SciFlow-Bench: Evaluating Structure-Aware Scientific Diagram Generation via Inverse Parsing
This addresses the issue of structurally inaccurate diagram generation for scientific applications, though it is incremental as it focuses on evaluation rather than a new generation method.
The paper tackles the problem of generating structurally correct scientific diagrams from text, introducing SciFlow-Bench as a benchmark that evaluates pixel-based outputs by inverse-parsing images back into graphs, revealing that structural correctness is a key challenge, especially for complex diagrams.

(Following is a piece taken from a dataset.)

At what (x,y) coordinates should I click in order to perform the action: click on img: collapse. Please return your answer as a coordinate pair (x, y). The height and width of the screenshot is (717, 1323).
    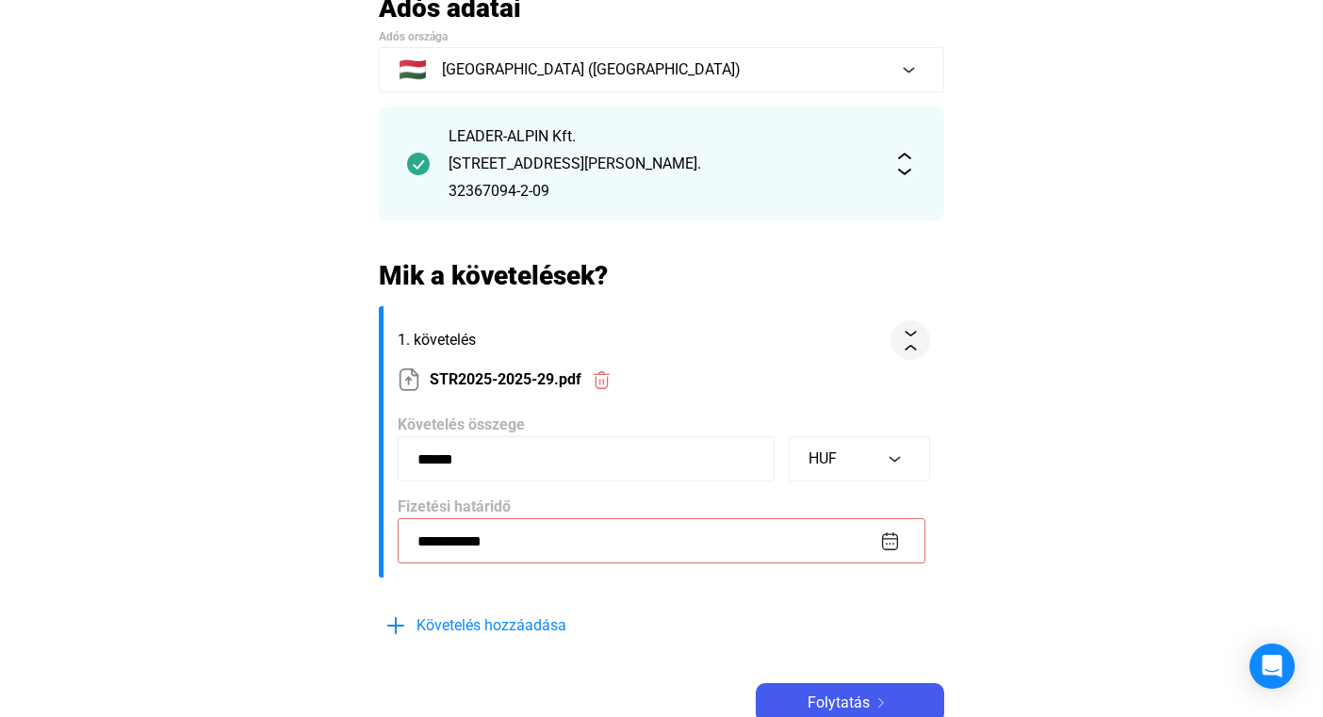
    Looking at the image, I should click on (910, 340).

Scientific diagrams convey explicit structural information, yet modern text-to-image models often produce visually plausible but structurally incorrect results. Existing benchmarks either rely on image-centric or subjective metrics insensitive to structure, or evaluate intermediate symbolic representations rather than final rendered images, leaving pixel-based diagram generation underexplored. We introduce SciFlow-Bench, a structure-first benchmark for evaluating scientific diagram generation directly from pixel-level outputs. Built from real scientific PDFs, SciFlow-Bench pairs each source framework figure with a canonical ground-truth graph and evaluates models as black-box image generators under a closed-loop, round-trip protocol that inverse-parses generated diagram images back into structured graphs for comparison. This design enforces evaluation by structural recoverability rather than visual similarity alone, and is enabled by a hierarchical multi-agent system that coordinates planning, perception, and structural reasoning. Experiments show that preserving structural correctness remains a fundamental challenge, particularly for diagrams with complex topology, underscoring the need for structure-aware evaluation.